The basic construct is:

  1. Always use a generated surrogate key as the primary key.
  2. The unique identifier of whatever you are describing becomes the "logical key".
  3. Each row should have at least a "ValidFrom" timestamp and optionally a "ValidTo" timestamp and even more optionally a "Latest Version" flag.
  4. On the "creation" of a logical entity you Insert a new row with a "Valid From" of current timestamp. The optional ValidTo set to "forever" (9999-12-31 23:59:59) and Last Version to "True".
  5. On a subsequent update of the logical entity. You at least insert a new row as above. You may also need to adjust the ValidTo on the previous version to "now() - 1 second" and the Latest Version to "False"
    1. On logical deletion (this only works with the ValidTo timestamp!) you set the ValidTo flag in the current row to "now() -1 second".

The advantages of this scheme is that you can recreate the "state" of your logical entity at any point in time, you have a history of your entity over time and you minimize contention if your "logical entity" is heavily used.
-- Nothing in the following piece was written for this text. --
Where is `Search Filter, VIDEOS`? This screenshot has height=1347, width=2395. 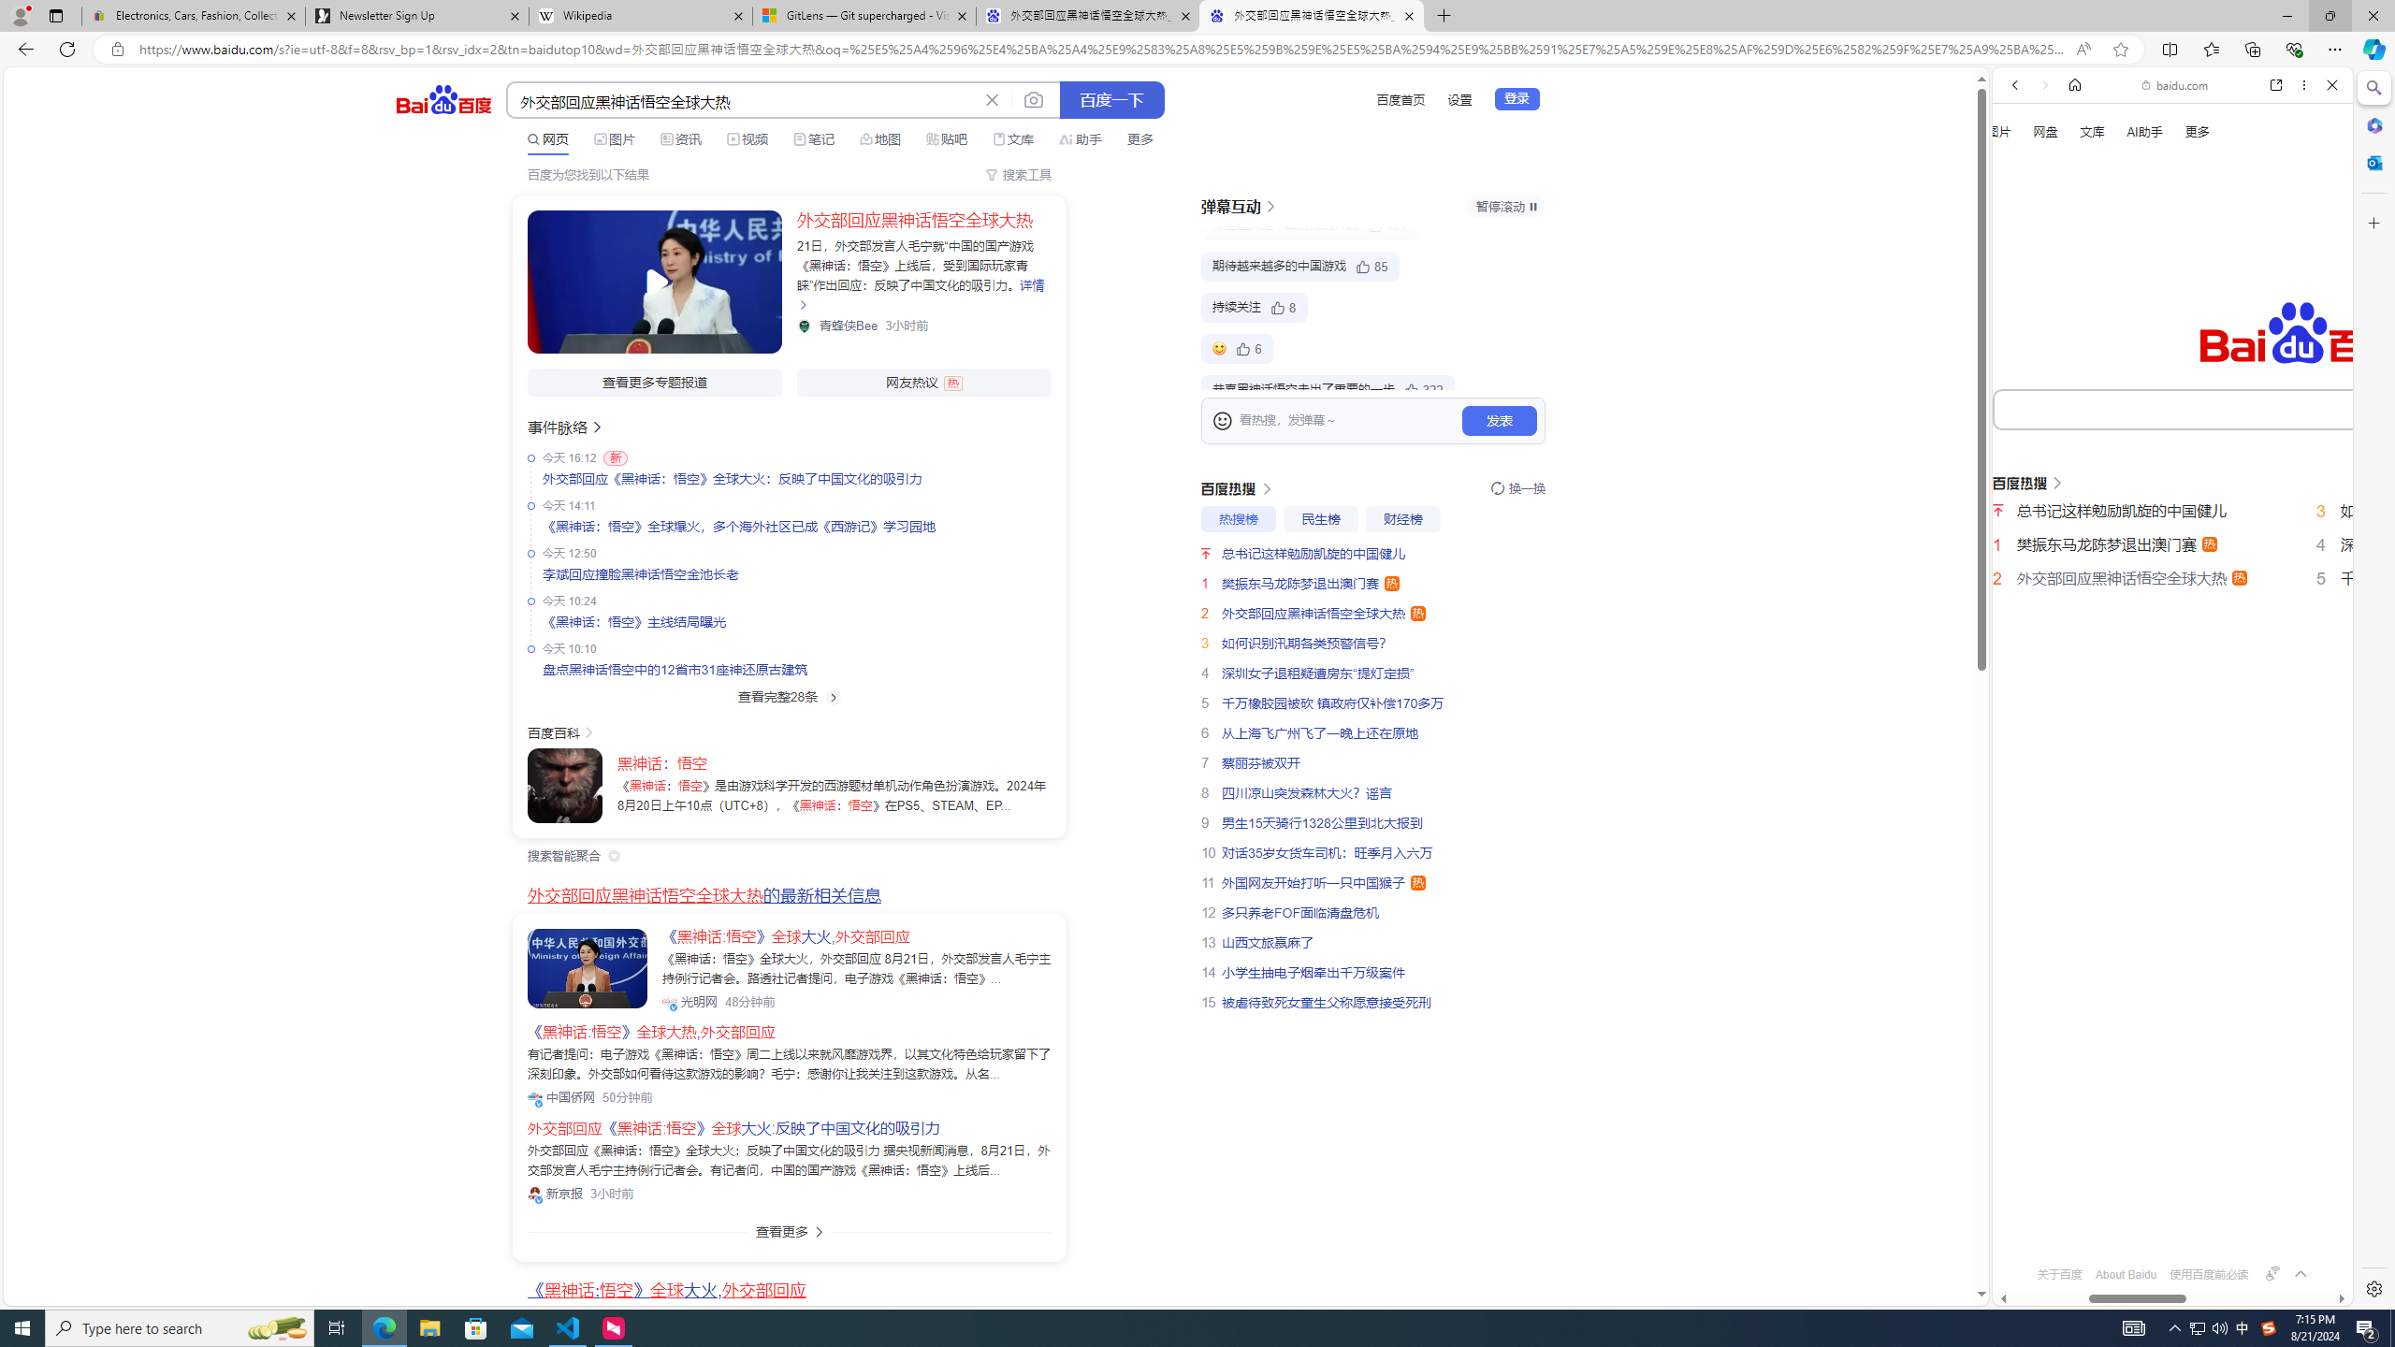 Search Filter, VIDEOS is located at coordinates (2139, 316).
The disadvantages are you store a lot more data, and you need to maintain more indexes (at the very least on Logical Key + ValidFrom + ValidTo). An index on Logical Key + Latest Version greatly speeds up most queries. It also complicates your SQL!
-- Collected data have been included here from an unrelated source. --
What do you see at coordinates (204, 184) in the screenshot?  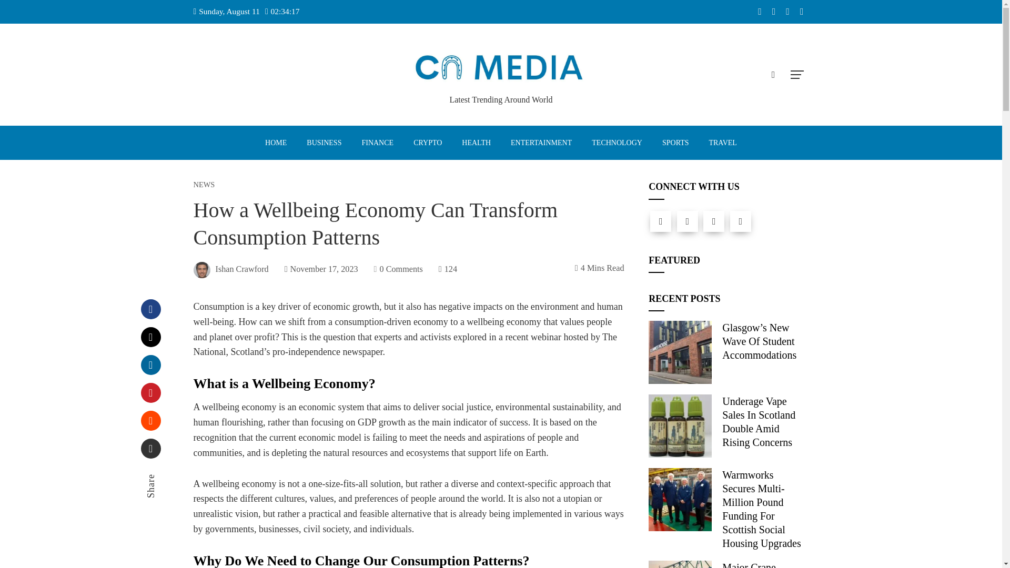 I see `NEWS` at bounding box center [204, 184]. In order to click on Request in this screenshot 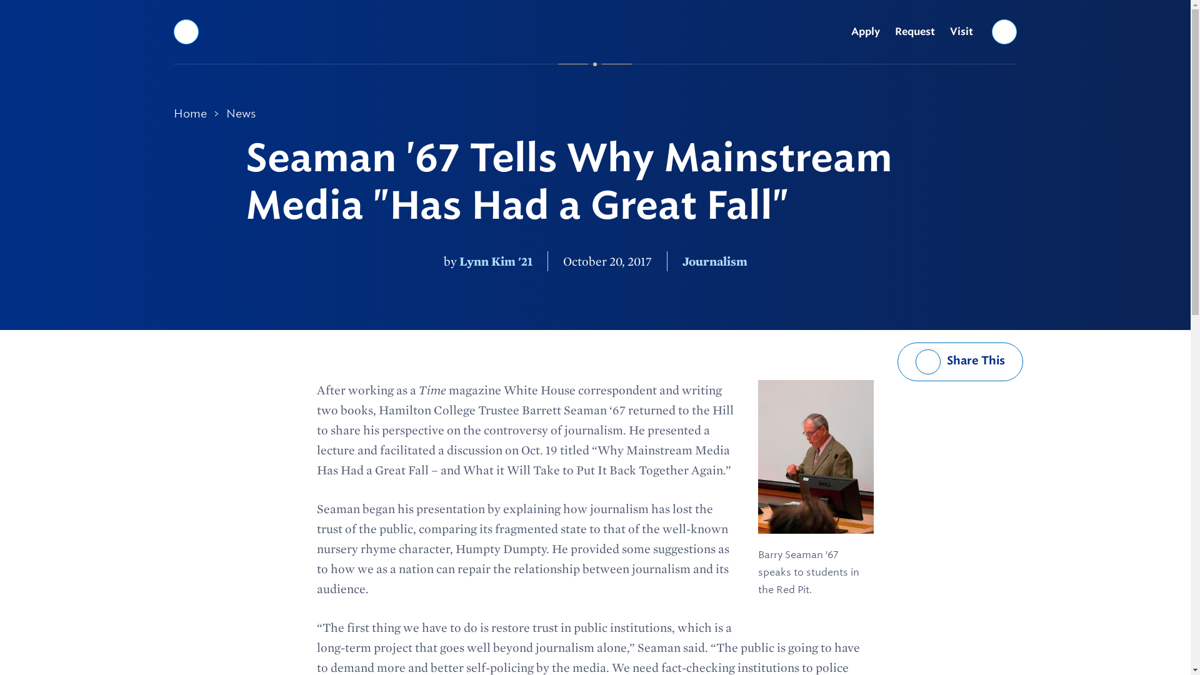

Whether this is worth doing unless you really need to maintain a history and have a requirement to recreate the state of your entities at a given point in time is up to you.

1

Another possible reason for having an immutable database would be to support better parallel processing. Updates happening out of order can mess up data permanently, so locking has to occur to prevent that, destroying parallel performance. Lots of inserts of events can go in any order, and the state will at least be eventually right as long as all events are eventually processed. However this is so hard to work with in practice compared to doing database updates that you would have to really need a lot of parallelism to consider doing things this way - I am not recommending it.

0

Disclaimer: I am pretty much a newby in DB :p

That being said, this approach of satellizing data has an immediate impact on performance:

  • Good less traffic on the primary table
  • Good smaller rows on the primary table
  • Bad requiring the satellite data means another look-up is necessary
  • Bad more space occupied if all objects exist in both tables

depending on your requirements, you may either welcome this, or not, but it is certainly a point to consider.

-1

I don't see how your scheme can be called "immutable".

What happens when a value stored in the supplementary table changes? It looks like you would need to perform an update on that table.
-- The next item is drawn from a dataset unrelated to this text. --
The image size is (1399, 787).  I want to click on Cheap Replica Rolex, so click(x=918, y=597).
For a database to be truly immutable it would need to be maintained solely by "INSERTS". For this you need some method of identifying the "current" row. This nearly always end up being horribly inefficient. You either have to copy all the previous unchanged values over, or, piece together the current state from several records when you query. The selection of the current row usually needs some horribly messy SQL like (where updTime = (SELECT max(updTime) from myTab where id = ?).

This problem comes up a lot in DataWarehousing where you need to keep a history of the data over time, and, be able to select the state for any given point in time. The solution is usually "dimensional" tables. However while they solve the DW "who was the sales rep last January" problem. They do not provide any of the advantages that Javas immutable classes do.

On a more philosophical note; databases exist to store "state" (you bank balance, your electricity consumption, your brownie points on StackOverflow etc. etc. ) trying to come up with a "stateless" database seems a rather pointless exercise.

2
  • For a single record, WHERE id = {} ORDER BY updTime DESC LIMIT 1 generally isn't too inefficient.
    – Izkata
    Commented Jun 3, 2013 at 3:00
  • @Izkata -- try putting in hte middle of a three table join :-) Commented Jun 3, 2013 at 3:09

Your Answer

By clicking “Post Your Answer”, you agree to our terms of service and acknowledge you have read our privacy policy.

Not the answer you're looking for? Browse other questions tagged or ask your own question.